What are the intellectual foundations of the new turn in China’s policy toward the US?
A careful examination of authoritative statements by high-ranking officials gives some indications. Perhaps the most famous of Mao Zhedong’s theoretical writings is his essay “On Protracted War”. The Foreign Languages Press in Beijing published an English edition in 1952 so his words are hardly a secret. Mao spoke of the challenge of “encirclement and suppression” and taking a long and positive view of struggle.
Is it any surprise that after US diplomat Wendy Sherman in her first meeting with counterparts got a blunt dressing down in Tianjin? This was followed up with stern words to her from State Councilor and Foreign Minister Wang Yi who warned that the US must choose wisely because otherwise bilateral relations would head toward confrontation. The foreign minister forcefully rejected “stepped up containment and suppression” by the US side and so echoed Mao’s famous essay.

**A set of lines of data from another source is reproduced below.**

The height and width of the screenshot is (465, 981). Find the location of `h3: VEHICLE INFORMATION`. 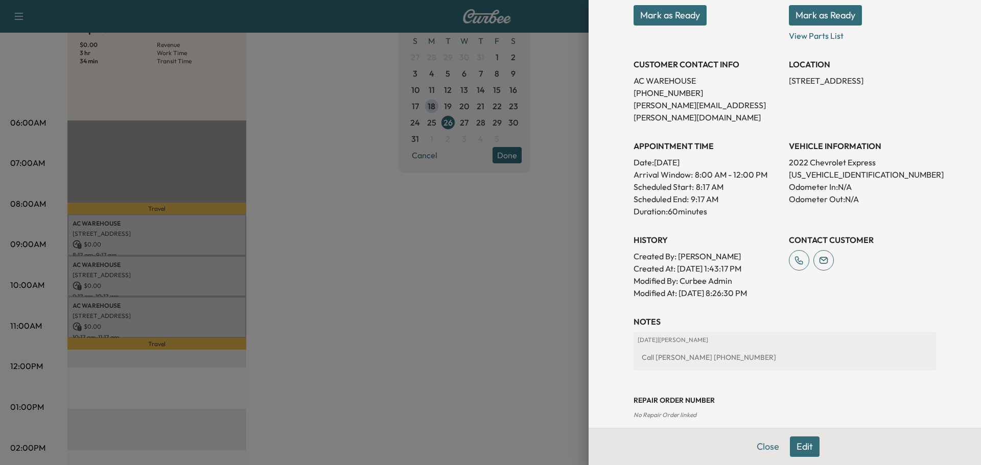

h3: VEHICLE INFORMATION is located at coordinates (862, 146).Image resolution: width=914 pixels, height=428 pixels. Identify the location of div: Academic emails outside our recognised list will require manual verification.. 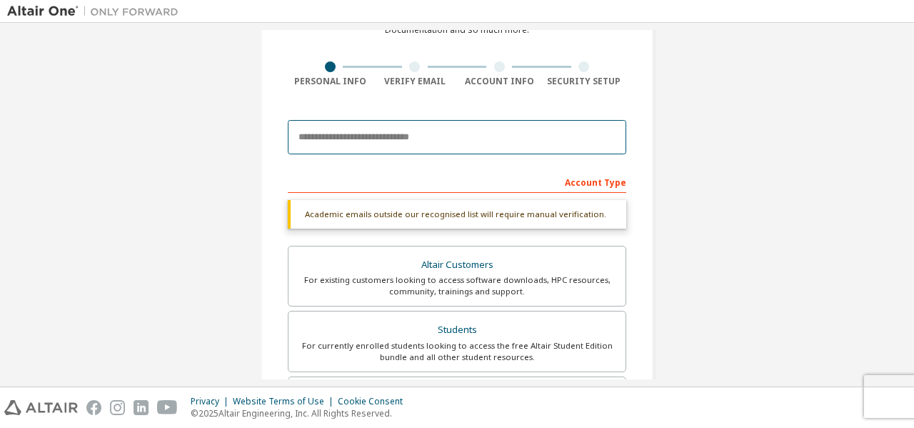
(457, 214).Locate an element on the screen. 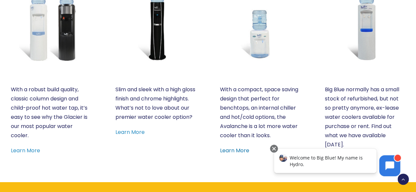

Guiding China and its destiny, the Communist Party of China (CPC), pays close attention to theory and practice in Chinese conditions with the international situation as context. An informed observer of China would take every word by President Xi at the Centenary Ceremony seriously. His firm patriotic stance and theoretical guidance were a powerful signal to the CPC and to the Chinese people.
Superficial Western pundits and journalists squawk about so-called “wolf warrior” diplomacy on the part of China. They are missing the dragon whose patience is at an end and the lion reacting to provocation. Should we expect Chinese overreaction? No. The leadership is prudent and realistic but also flexible depending on circumstances.
Perhaps one might conclude that we are seeing the emergence of a new diplomacy with Chinese characteristics: Wushu diplomacy. It has the feel of wushu, Chinese martial arts which were called “military fighting techniques” two thousand years ago. The term wushu itself goes back to the Liang Dynasty (502-557) and is found in the poetry of the Ming Dynasty. What is important is the philosophy and mode of thought embodied in wushu to include an idea of proportional response as needed when deterrence does not work.
Can the downward spiral in US-China relations be halted? That depends. Will Washington pay attention to redlines China has presented and alter its policy of containment and suppression as perceived by Beijing? Washington must snap out of its delusion and conduct realistic and constructive diplomacy.
The article reflects the author’s opinions, and not necessarily the views of China Focus.